Date of Award
Summer 8-2016
Access Type
Thesis - Open Access
Degree Name
Master of Science in Unmanned and Autonomous Systems Engineering
Department
Electrical, Computer, Software, and Systems Engineering
Committee Chair
Richard J. Prazenica
First Committee Member
Hever Moncayo
Second Committee Member
Troy Henderson
Abstract
This thesis discusses the evaluation, implementation, and testing of several navigation algorithms and feature extraction algorithms using an inertial measurement unit (IMU) and an image capture device (camera) mounted on a ground robot and a quadrotor UAV. The vision-aided navigation algorithms are implemented on data-collected from sensors on an unmanned ground vehicle and a quadrotor, and the results are validated by comparison with GPS data. The thesis investigates sensor fusion techniques for integrating measured IMU data with information extracted from image processing algorithms in order to provide accurate vehicle state estimation. This image-based information takes the forms of features, such as corners, that are tracked over multiple image frames. An extended Kalman filter (EKF) in implemented to fuse vision and IMU data. The main goal of the work is to provide navigation of mobile robots in GPS-denied environments such as indoor environments, cluttered urban environments, or space environments such as asteroids, other planets or the moon. The experimental results show that combining pose information extracted from IMU readings along with pose information extracted from a vision-based algorithm managed to solve the drift problem that comes from using IMU alone and the scale problem that comes from using a monocular vision-based algorithm alone.
Scholarly Commons Citation
Sayem, Ahmed Saber Soliman, "Vision-Aided Navigation for Autonomous Vehicles Using Tracked Feature Points" (2016). Doctoral Dissertations and Master's Theses. 240.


**TASK TO COMPLETE**
Your response should consist of every entry, unchanged.
━━━ RECORDS SHOWN ━━━
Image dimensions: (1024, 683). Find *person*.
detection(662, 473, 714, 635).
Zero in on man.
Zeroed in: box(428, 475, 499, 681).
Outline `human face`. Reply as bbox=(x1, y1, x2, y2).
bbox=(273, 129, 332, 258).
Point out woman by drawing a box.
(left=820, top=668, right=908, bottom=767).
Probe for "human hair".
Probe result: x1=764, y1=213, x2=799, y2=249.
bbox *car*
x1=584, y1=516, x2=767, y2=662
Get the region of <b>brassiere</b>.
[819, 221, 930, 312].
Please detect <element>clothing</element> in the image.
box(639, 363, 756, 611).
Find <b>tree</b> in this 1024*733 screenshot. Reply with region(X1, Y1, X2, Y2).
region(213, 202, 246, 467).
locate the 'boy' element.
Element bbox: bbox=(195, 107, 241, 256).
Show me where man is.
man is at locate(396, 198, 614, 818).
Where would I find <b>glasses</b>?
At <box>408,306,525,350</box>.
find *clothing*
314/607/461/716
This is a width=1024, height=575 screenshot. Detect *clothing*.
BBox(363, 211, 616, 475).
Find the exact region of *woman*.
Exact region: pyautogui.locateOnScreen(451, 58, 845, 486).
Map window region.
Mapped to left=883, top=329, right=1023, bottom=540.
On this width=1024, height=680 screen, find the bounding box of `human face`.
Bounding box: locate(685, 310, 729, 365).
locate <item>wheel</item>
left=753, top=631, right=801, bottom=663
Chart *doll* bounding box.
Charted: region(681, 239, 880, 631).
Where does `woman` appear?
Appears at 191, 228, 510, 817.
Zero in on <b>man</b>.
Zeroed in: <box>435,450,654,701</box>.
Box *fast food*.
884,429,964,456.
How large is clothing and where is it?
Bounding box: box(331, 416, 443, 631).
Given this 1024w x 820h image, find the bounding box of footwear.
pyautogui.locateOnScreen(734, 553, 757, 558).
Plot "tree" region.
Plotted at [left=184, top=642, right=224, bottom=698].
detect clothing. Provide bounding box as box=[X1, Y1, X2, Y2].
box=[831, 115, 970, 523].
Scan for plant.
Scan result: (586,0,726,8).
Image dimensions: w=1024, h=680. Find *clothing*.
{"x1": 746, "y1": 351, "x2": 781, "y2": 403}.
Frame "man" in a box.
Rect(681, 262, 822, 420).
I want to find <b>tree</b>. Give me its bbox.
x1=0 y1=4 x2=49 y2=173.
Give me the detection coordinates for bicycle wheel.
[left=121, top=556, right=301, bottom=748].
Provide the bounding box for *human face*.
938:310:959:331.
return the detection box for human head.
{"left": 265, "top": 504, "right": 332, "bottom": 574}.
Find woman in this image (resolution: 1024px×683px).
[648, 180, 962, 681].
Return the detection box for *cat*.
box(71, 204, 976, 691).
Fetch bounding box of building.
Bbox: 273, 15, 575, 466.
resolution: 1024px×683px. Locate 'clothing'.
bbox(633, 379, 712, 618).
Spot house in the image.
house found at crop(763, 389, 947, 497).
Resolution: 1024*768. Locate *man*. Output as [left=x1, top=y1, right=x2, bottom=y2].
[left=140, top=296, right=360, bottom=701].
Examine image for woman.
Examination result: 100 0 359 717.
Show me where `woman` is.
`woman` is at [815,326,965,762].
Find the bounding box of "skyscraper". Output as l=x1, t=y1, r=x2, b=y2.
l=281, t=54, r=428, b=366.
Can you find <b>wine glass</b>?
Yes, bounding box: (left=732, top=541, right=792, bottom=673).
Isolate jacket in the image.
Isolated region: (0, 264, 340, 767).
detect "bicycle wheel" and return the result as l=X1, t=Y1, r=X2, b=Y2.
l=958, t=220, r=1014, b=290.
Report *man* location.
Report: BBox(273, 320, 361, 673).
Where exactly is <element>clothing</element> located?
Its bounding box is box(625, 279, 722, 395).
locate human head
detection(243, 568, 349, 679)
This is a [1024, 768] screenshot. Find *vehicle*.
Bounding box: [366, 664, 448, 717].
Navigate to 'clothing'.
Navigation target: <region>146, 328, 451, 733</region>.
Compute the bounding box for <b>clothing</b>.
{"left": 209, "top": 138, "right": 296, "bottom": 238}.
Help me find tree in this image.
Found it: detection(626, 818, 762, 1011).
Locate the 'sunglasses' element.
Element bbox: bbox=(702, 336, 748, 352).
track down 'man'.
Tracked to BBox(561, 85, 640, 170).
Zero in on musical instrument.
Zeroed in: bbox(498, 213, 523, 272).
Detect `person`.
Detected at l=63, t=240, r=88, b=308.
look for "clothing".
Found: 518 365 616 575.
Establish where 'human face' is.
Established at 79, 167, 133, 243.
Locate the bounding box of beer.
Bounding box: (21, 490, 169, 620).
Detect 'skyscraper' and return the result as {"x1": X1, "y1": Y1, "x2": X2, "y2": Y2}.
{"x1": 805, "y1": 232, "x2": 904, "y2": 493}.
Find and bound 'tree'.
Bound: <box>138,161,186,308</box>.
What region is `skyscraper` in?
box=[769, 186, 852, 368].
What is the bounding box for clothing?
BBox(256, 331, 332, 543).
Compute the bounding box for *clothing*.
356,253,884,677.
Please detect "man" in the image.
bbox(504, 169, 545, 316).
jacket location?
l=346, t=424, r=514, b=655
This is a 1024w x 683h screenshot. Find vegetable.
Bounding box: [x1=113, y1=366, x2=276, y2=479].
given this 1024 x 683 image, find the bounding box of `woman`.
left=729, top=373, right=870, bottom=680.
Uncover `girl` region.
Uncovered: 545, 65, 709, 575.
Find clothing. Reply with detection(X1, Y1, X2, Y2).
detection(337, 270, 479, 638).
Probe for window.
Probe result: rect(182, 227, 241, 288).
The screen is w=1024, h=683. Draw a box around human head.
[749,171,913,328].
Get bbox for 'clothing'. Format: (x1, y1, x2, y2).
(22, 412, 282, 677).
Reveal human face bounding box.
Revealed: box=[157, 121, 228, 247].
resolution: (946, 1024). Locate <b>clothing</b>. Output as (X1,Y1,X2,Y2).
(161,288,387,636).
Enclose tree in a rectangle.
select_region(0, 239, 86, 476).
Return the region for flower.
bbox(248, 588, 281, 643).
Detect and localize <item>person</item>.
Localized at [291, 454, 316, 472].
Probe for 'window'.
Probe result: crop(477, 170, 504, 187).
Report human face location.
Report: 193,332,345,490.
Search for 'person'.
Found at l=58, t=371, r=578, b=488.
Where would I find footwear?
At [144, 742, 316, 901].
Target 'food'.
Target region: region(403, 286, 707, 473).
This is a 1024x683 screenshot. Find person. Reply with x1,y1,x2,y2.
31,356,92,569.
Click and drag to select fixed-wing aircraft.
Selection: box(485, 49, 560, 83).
━━━
**ANSWER TO THE PROBLEM**
Image dimensions: (1024, 683). Find *person*.
detection(662, 473, 714, 635).
Zero in on man.
Zeroed in: box(428, 475, 499, 681).
Outline `human face`. Reply as bbox=(x1, y1, x2, y2).
bbox=(273, 129, 332, 258).
Point out woman by drawing a box.
(left=820, top=668, right=908, bottom=767).
Probe for "human hair".
Probe result: x1=764, y1=213, x2=799, y2=249.
bbox *car*
x1=584, y1=516, x2=767, y2=662
Get the region of <b>brassiere</b>.
[819, 221, 930, 312].
Please detect <element>clothing</element> in the image.
box(639, 363, 756, 611).
Find <b>tree</b> in this 1024*733 screenshot. Reply with region(X1, Y1, X2, Y2).
region(213, 202, 246, 467).
locate the 'boy' element.
Element bbox: bbox=(195, 107, 241, 256).
Show me where man is.
man is at locate(396, 198, 614, 818).
Where would I find <b>glasses</b>?
At <box>408,306,525,350</box>.
find *clothing*
314/607/461/716
This is a width=1024, height=575 screenshot. Detect *clothing*.
BBox(363, 211, 616, 475).
Find the exact region of *woman*.
Exact region: pyautogui.locateOnScreen(451, 58, 845, 486).
Map window region.
Mapped to left=883, top=329, right=1023, bottom=540.
On this width=1024, height=680 screen, find the bounding box of `human face`.
Bounding box: locate(685, 310, 729, 365).
locate <item>wheel</item>
left=753, top=631, right=801, bottom=663
Chart *doll* bounding box.
Charted: region(681, 239, 880, 631).
Where does `woman` appear?
Appears at 191, 228, 510, 817.
Zero in on <b>man</b>.
Zeroed in: <box>435,450,654,701</box>.
Box *fast food*.
884,429,964,456.
How large is clothing and where is it?
Bounding box: box(331, 416, 443, 631).
Given this 1024w x 820h image, find the bounding box of footwear.
pyautogui.locateOnScreen(734, 553, 757, 558).
Plot "tree" region.
Plotted at [left=184, top=642, right=224, bottom=698].
detect clothing. Provide bounding box as box=[X1, Y1, X2, Y2].
box=[831, 115, 970, 523].
Scan for plant.
Scan result: (586,0,726,8).
Image dimensions: w=1024, h=680. Find *clothing*.
{"x1": 746, "y1": 351, "x2": 781, "y2": 403}.
Frame "man" in a box.
Rect(681, 262, 822, 420).
I want to find <b>tree</b>. Give me its bbox.
x1=0 y1=4 x2=49 y2=173.
Give me the detection coordinates for bicycle wheel.
[left=121, top=556, right=301, bottom=748].
Provide the bounding box for *human face*.
938:310:959:331.
return the detection box for human head.
{"left": 265, "top": 504, "right": 332, "bottom": 574}.
Find woman in this image (resolution: 1024px×683px).
[648, 180, 962, 681].
Return the detection box for *cat*.
box(71, 204, 976, 691).
Fetch bounding box of building.
Bbox: 273, 15, 575, 466.
resolution: 1024px×683px. Locate 'clothing'.
bbox(633, 379, 712, 618).
Spot house in the image.
house found at crop(763, 389, 947, 497).
Resolution: 1024*768. Locate *man*. Output as [left=x1, top=y1, right=x2, bottom=y2].
[left=140, top=296, right=360, bottom=701].
Examine image for woman.
Examination result: 100 0 359 717.
Show me where `woman` is.
`woman` is at [815,326,965,762].
Find the bounding box of "skyscraper". Output as l=x1, t=y1, r=x2, b=y2.
l=281, t=54, r=428, b=366.
Can you find <b>wine glass</b>?
Yes, bounding box: (left=732, top=541, right=792, bottom=673).
Isolate jacket in the image.
Isolated region: (0, 264, 340, 767).
detect "bicycle wheel" and return the result as l=X1, t=Y1, r=X2, b=Y2.
l=958, t=220, r=1014, b=290.
Report *man* location.
Report: BBox(273, 320, 361, 673).
Where exactly is <element>clothing</element> located?
Its bounding box is box(625, 279, 722, 395).
locate human head
detection(243, 568, 349, 679)
This is a [1024, 768] screenshot. Find *vehicle*.
Bounding box: [366, 664, 448, 717].
Navigate to 'clothing'.
Navigation target: <region>146, 328, 451, 733</region>.
Compute the bounding box for <b>clothing</b>.
{"left": 209, "top": 138, "right": 296, "bottom": 238}.
Help me find tree in this image.
Found it: detection(626, 818, 762, 1011).
Locate the 'sunglasses' element.
Element bbox: bbox=(702, 336, 748, 352).
track down 'man'.
Tracked to BBox(561, 85, 640, 170).
Zero in on musical instrument.
Zeroed in: bbox(498, 213, 523, 272).
Detect `person`.
Detected at l=63, t=240, r=88, b=308.
look for "clothing".
Found: 518 365 616 575.
Establish where 'human face' is.
Established at 79, 167, 133, 243.
Locate the bounding box of beer.
Bounding box: (21, 490, 169, 620).
Detect 'skyscraper' and return the result as {"x1": X1, "y1": Y1, "x2": X2, "y2": Y2}.
{"x1": 805, "y1": 232, "x2": 904, "y2": 493}.
Find and bound 'tree'.
Bound: <box>138,161,186,308</box>.
What region is `skyscraper` in?
box=[769, 186, 852, 368].
What is the bounding box for clothing?
BBox(256, 331, 332, 543).
Compute the bounding box for *clothing*.
356,253,884,677.
Please detect "man" in the image.
bbox(504, 169, 545, 316).
jacket location?
l=346, t=424, r=514, b=655
This is a 1024w x 683h screenshot. Find vegetable.
Bounding box: [x1=113, y1=366, x2=276, y2=479].
given this 1024 x 683 image, find the bounding box of `woman`.
left=729, top=373, right=870, bottom=680.
Uncover `girl` region.
Uncovered: 545, 65, 709, 575.
Find clothing. Reply with detection(X1, Y1, X2, Y2).
detection(337, 270, 479, 638).
Probe for window.
Probe result: rect(182, 227, 241, 288).
The screen is w=1024, h=683. Draw a box around human head.
[749,171,913,328].
Get bbox for 'clothing'. Format: (x1, y1, x2, y2).
(22, 412, 282, 677).
Reveal human face bounding box.
Revealed: box=[157, 121, 228, 247].
resolution: (946, 1024). Locate <b>clothing</b>. Output as (X1,Y1,X2,Y2).
(161,288,387,636).
Enclose tree in a rectangle.
select_region(0, 239, 86, 476).
Return the region for flower.
bbox(248, 588, 281, 643).
Detect and localize <item>person</item>.
Localized at [291, 454, 316, 472].
Probe for 'window'.
Probe result: crop(477, 170, 504, 187).
Report human face location.
Report: 193,332,345,490.
Search for 'person'.
Found at l=58, t=371, r=578, b=488.
Where would I find footwear?
At [144, 742, 316, 901].
Target 'food'.
Target region: region(403, 286, 707, 473).
This is a 1024x683 screenshot. Find person. Reply with x1,y1,x2,y2.
31,356,92,569.
Click and drag to select fixed-wing aircraft.
Selection: box(485, 49, 560, 83).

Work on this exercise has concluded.